(Extracted information Opens)

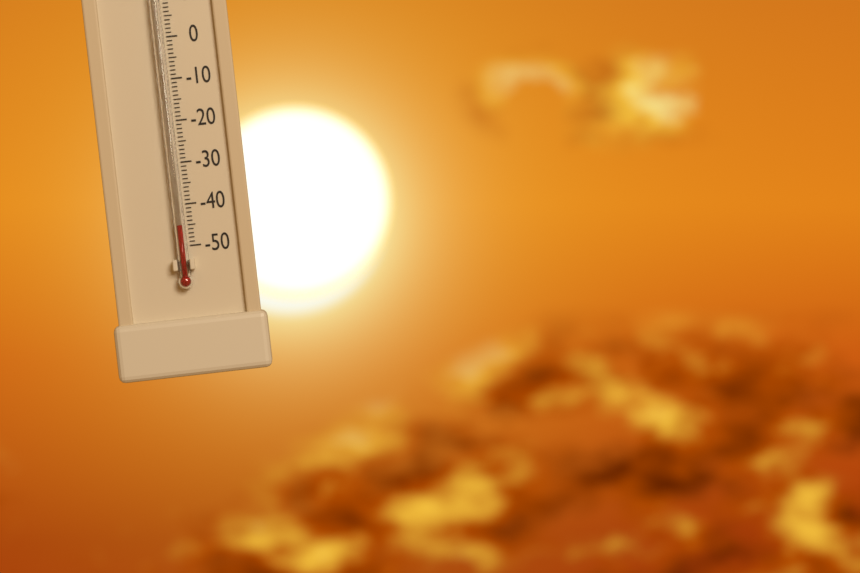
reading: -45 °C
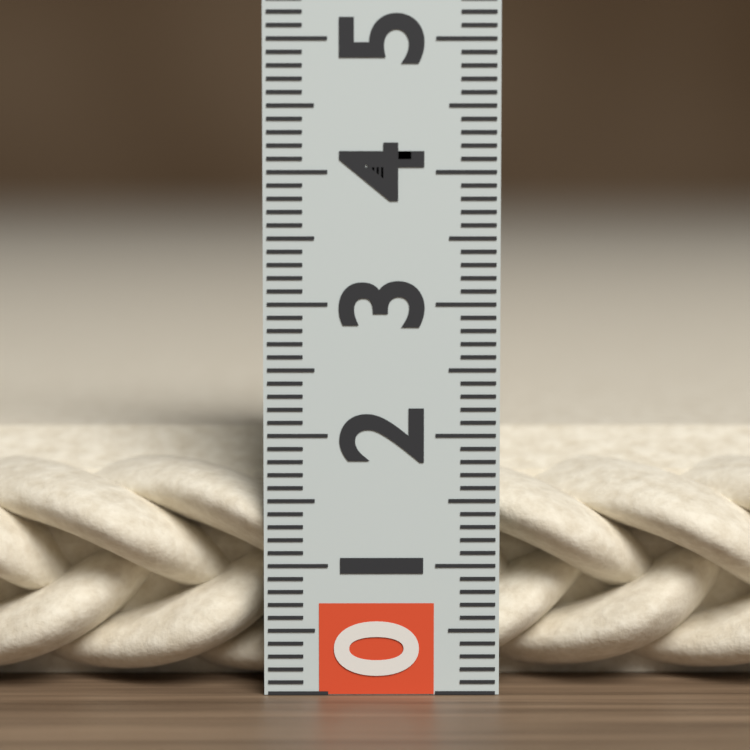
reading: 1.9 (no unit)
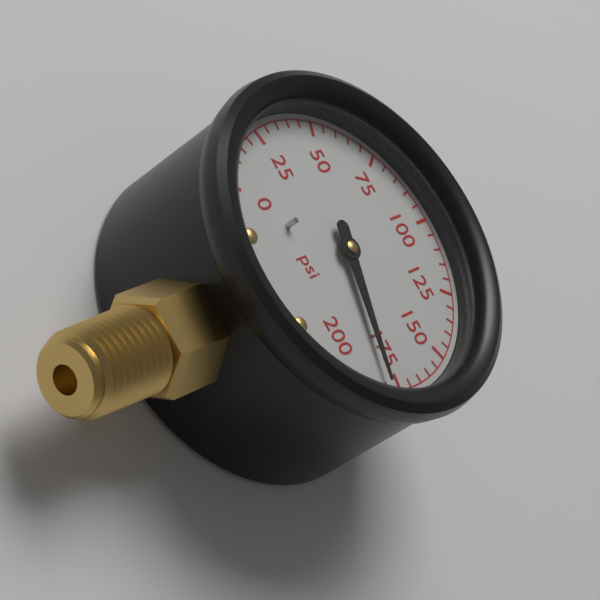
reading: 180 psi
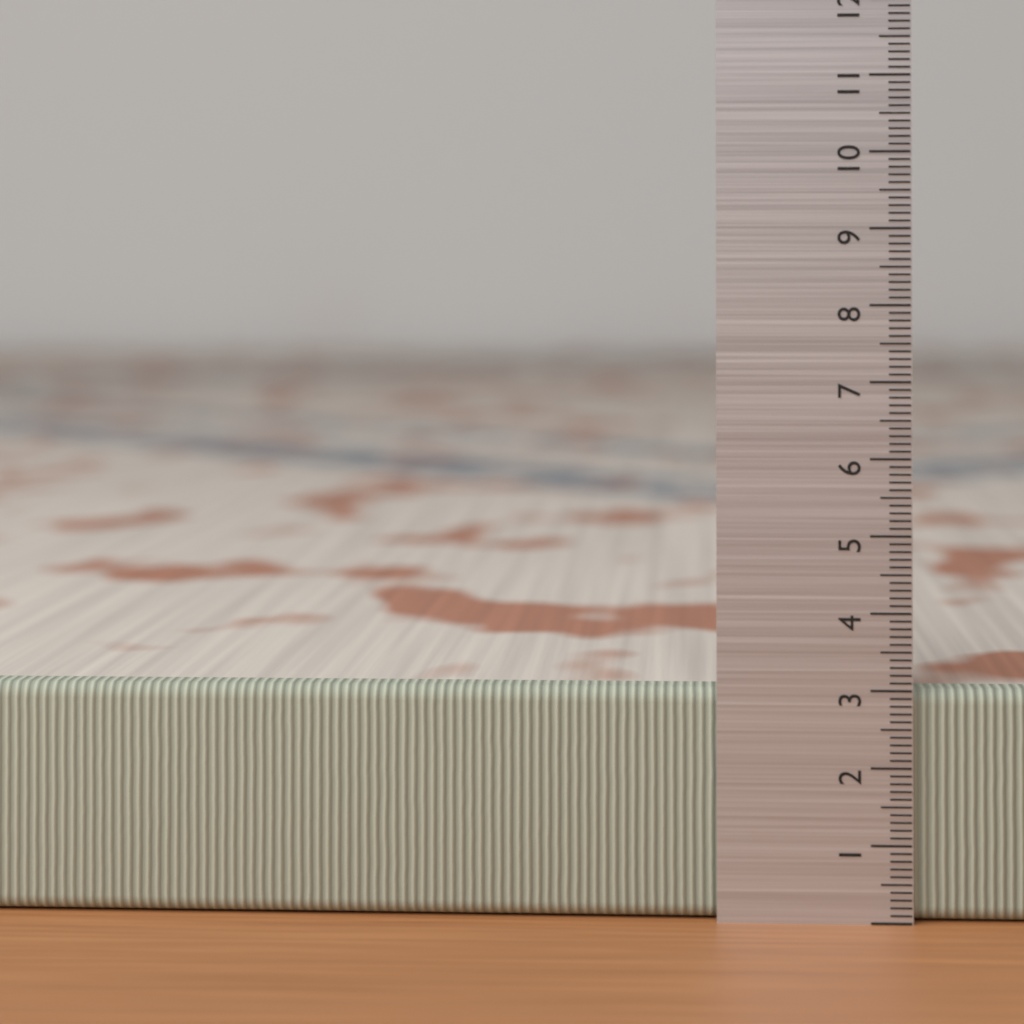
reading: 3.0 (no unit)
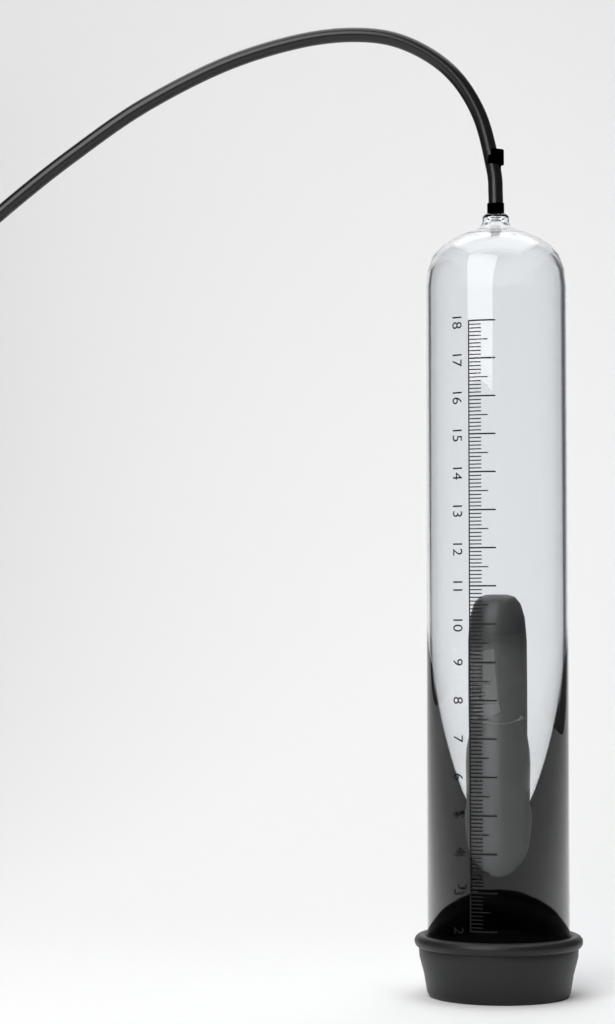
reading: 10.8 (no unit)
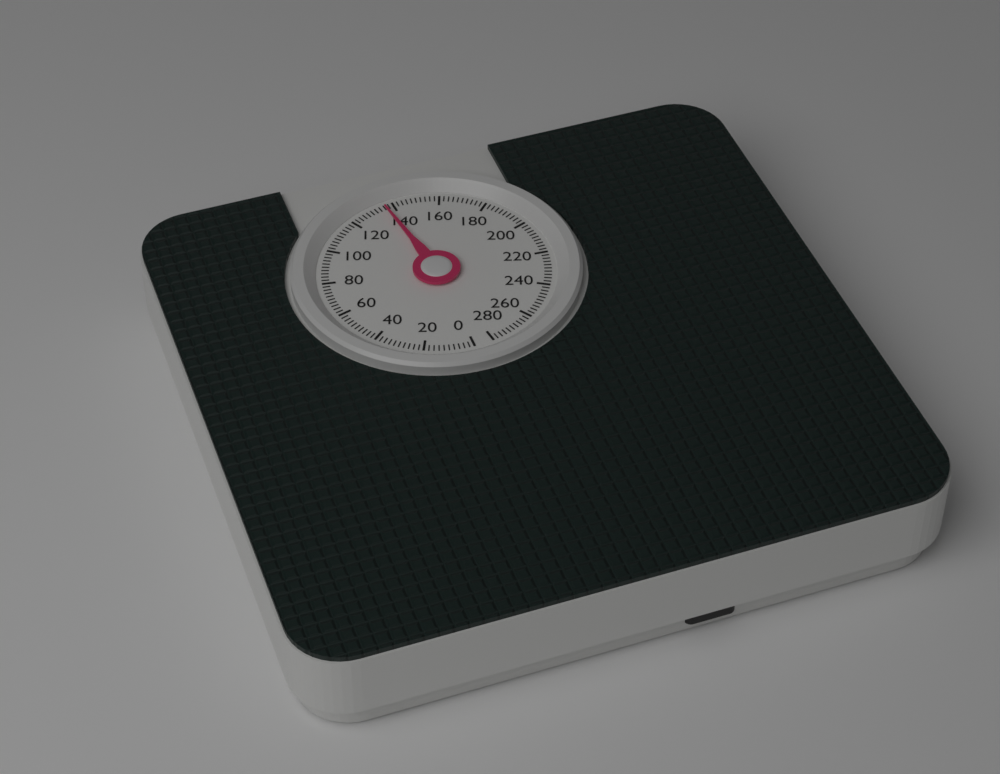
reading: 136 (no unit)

(Extracted information Closes)

What is being asked. Copy every record exactly as written, leaving out the pictures.

Answer box.
reading: -45 °C
reading: 1.9 (no unit)
reading: 180 psi
reading: 3.0 (no unit)
reading: 10.8 (no unit)
reading: 136 (no unit)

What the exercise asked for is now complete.